There are lots of differences in organs. As above, stadium organs are derived from the theatre organ. But it goes much wider than this. Even in church organs you have minimally German, French, and English voicing. Then some instruments are built for concert use and not for devotional use, but will still often follow a given school.
An organ designed to provide background music in services and to accompany a choir needs a different set of core capabilities to an organ designed to play front and centre in a concert setting, and even religious differences can influence the music and the desired sound palate.
Pipe organs have a pipe for every note at every different stop. The design of the pipe gives the stop its sound.To a very large degree no two pipe organs are the same. Budget, size constraints, use case and taste dictate what is built. From the huge range of possibilities an organ can be crafted to meet your desire.
Theatre organs add a range of “toys” or sound effects and other instruments allowing the organist a wide range of adornments when accompanying a movie. Drums, horns, xylophone, etc. Theatre organs try to provide a very wide palate of sounds. In their heyday they were trying to provide the organist with the ability to play almost anything appropriate. So they do include the capability of creating a church organ like sound. Not to the full extent of a dedicated church organ, but well enough to convey the idea. Theatre organs can become insane in size. As can stadium organs. The biggest organs being the Boardwalk Hall organ in Atlantic City and the Wanamaker Store organ (which is the largest in the world depends upon how you define it.) Another feature of theatre organ sound is tremolo. They can use a dedicated blower to vary the pressure across a wide range of intensities and speeds. Traditional organs may incorporate a temulant, but its effect is very muted in comparison with the capability of the theatre organ. That heavy tremolo is a big part of the theatre organ sound.
Organs can have different internal operation as well. Theatre organs came along after electrical systems were generally available for operation, so many are electrical or electro-pneumatic in operation. With switches under the keys and banks of switching logic attached to the stops to control the speaking of each pipe. Traditional organs are mechanical, with tracker rods, levers and rollers directly actuating valves in wind chests, with the stops selected by mechanically actuated sliders (little more than slabs of wood with holes in them) on the wind chests. What is interesting is that mechanical organs are still in favour as they provide a level of connectedness between the feel of the key and the opening of the valves that is missing with electrical systems.
Another thing about theatre organs is that they came at time when wind for the pipes was supplied by electric power. Whereas not all that long ago pipe organs were pumped by humans. Sometimes many humans.
The new technology meant that much higher pressures were possible, and organs could add much louder and more powerful sounds, especially horns. The Wanamaker Organ boasting the record loudest musical instrument known. Church organs were limited by the ability of the organ bellows to deliver wind both in pressure and volume. The available sound palate was thus also limited.
Traditional organs followed the music (and the money) and have traditionally been for devotional music in churches. The musical use case is different, and the sound palate different.
The basic sound of a theatre organ is different. Not inherently, but as a matter of taste and musical use case. The popular music of the time must also have been a big influence. Theatre organs came about when radio had spread music to the masses, and a revolution in popular musical styles was upon us. So they choose a different set of sounds from the available palate than devotional or concert organs and invent many new sounds.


INSTRUCTIONS FOR THE TASK: Find all lines in the listing that include the word "pixels", then copy them.

SUPPLIED DATA:
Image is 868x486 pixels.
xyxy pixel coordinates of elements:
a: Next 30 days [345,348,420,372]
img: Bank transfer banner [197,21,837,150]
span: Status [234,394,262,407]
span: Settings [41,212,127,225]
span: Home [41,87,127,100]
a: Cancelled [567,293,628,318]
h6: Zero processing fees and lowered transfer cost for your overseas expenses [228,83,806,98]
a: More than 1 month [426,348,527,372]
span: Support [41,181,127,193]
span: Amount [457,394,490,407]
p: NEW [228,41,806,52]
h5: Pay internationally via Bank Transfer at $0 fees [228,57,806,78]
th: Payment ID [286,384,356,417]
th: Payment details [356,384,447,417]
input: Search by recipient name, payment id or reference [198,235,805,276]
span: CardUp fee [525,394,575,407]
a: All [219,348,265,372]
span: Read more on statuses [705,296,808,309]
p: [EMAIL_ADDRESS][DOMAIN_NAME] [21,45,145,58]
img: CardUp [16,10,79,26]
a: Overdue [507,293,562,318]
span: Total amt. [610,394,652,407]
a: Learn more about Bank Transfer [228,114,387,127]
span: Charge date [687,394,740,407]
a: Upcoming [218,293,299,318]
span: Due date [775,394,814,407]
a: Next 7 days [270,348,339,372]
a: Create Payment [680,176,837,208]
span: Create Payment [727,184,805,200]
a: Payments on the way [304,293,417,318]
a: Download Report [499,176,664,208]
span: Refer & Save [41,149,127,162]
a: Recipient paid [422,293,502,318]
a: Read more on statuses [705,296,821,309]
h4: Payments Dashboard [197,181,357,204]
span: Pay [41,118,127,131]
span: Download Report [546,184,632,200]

---

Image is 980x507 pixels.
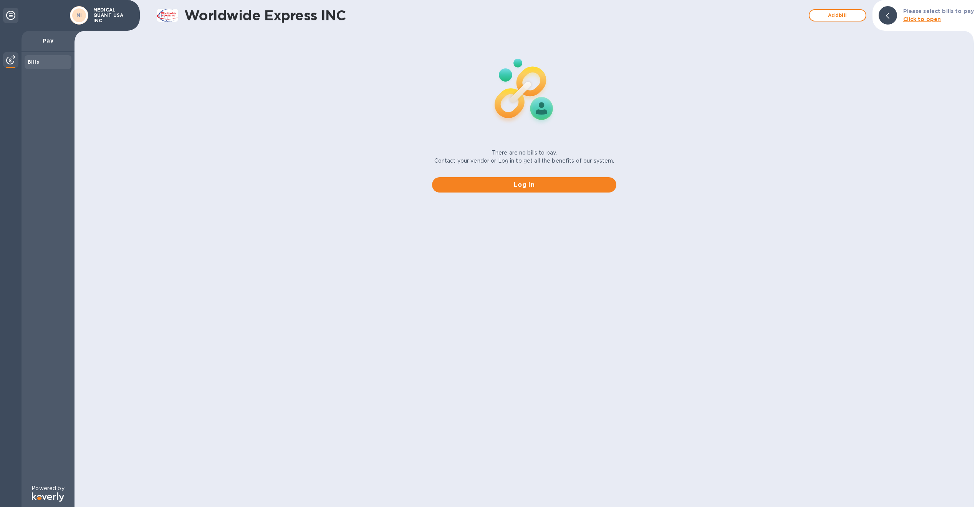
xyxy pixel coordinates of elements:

SOLUTION TO THE EXERCISE:
Image is 868x486 pixels.
Image is 980x507 pixels.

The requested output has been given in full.